This Wednesday morning oral session on the subject of innovative separation approaches coupled to mass spectrometry, will be held 8:30-10:30 am in Room L100. The session, chaired and presided over by Brian H. Clowers of Washington State University, includes six talks addressing a variety of approaches and applications.
At 8:30, Yehia Ibrahim of Pacific Northwest National Laboratory will discuss advancing ion mobility separations to the next level, and recent developments in multilevel structures for lossless ion manipulations (SLIM), a platform for performing a variety of ion manipulations. SLIM can enable unprecedentedly high ion mobility resolution by repeatedly passing ions over the same serpentine path. However, the resolution is ultimately constrained by the path length and achieved for an increasingly narrow range of mobilities as the number of passes increases due to ion lapping. To address this issue, Ibrahim and associates have developed a multilevel SLIM system that greatly extends the path length achievable allowing for ultrahigh resolution over a much broad range of mobilities.
Next, at 8:50am, J. Will Thompson of 908 Devices presents “Pushing the Boundaries of Speed and Sensitivity in Proteomics: Coupling SPE-Enabled Microfluidic Capillary Electrophoresis with Ultrafast Tandem Mass Spectrometry.” Historically, microchip capillary electrophoresis–mass spectrometry (CE-MS) has had limited impact in proteomics because of sample loading limitations (poor concentration sensitivity) compared to liquid chromatography–mass spectrometry (LC–MS), which can accommodate larger sample volumes. To overcome this limitation, Thompson and associates have engineered a 1-mm solid-phase extractiion (SPE) bed within the chip geometry, allowing 100-fold improvements in concentration sensitivity limit for CE-MS.
Xiaofeng Xie of Brigham Young University will give a talk at 9:10 am on how accelerated liquid chromatography gradient generation with constant-pressure elution improves sensitivity and throughput for single-cell proteomics. MS-based single-cell proteomics has the potential to transform biomedical research by shedding light on biological processes at the cellular level. However, the dramatically reduced sample input and increased number of samples place challenges on MS sensitivity and throughput. Xie introduces a novel multicolumn LC system based on accelerated gradient generation and constant-pressure isocratic elution as a straightforward means of achieving LC–MS duty cycles approaching 100% even at ultralow flow rates.
Repurposing derivatization reactions as targeted molecular manipulations for isomer resolution using ion mobility–mass spectrometry will be addressed next at 9:30 am by Christopher Chouinard of the Florida Institute of Technology. Although derivatization is a common strategy in mass spectrometry–based analyses, with benefits including improved ionization efficiency, increased stability, chromatographic retention shifts, and characteristic fragmentation patterns, the structural changes affected by such reactions reveal the potential for significant improvements in isomeric resolution using ion mobility. Chouinard and his group have recently demonstrated structurally selective reactions involving hydroxyl, carbonyl, and alkene chemistry within several classes of steroids. During this presentation, he will discuss targeted molecular manipulations capable of resolving isomer groups with as many as six different compounds.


## AIM OF THE EXERCISE
Your response should contain each line of the data that includes "icon".

[Opening EXERCISE DATA section]

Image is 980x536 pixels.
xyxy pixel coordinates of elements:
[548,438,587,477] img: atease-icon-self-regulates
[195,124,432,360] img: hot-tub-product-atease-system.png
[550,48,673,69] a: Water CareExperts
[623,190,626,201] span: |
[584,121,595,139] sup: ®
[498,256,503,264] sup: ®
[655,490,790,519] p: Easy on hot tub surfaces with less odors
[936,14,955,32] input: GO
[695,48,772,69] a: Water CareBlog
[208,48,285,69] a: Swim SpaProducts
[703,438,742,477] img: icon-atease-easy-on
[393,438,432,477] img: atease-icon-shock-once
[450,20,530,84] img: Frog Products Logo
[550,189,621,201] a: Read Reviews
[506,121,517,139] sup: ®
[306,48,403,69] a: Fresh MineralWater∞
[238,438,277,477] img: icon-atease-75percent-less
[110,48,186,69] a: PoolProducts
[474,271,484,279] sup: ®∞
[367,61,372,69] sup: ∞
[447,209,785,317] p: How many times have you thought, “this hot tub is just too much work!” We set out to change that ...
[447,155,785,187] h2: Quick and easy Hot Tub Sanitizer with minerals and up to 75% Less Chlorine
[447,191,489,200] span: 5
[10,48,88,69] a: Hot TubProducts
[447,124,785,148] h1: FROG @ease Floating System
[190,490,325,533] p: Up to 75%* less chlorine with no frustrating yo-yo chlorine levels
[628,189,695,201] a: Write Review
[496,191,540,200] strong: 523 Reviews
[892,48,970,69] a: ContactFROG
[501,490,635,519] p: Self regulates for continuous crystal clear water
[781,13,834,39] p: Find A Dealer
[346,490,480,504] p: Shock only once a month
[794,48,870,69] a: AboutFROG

[Closing EXERCISE DATA section]

## COMPLETED TASK
[548,438,587,477] img: atease-icon-self-regulates
[703,438,742,477] img: icon-atease-easy-on
[393,438,432,477] img: atease-icon-shock-once
[238,438,277,477] img: icon-atease-75percent-less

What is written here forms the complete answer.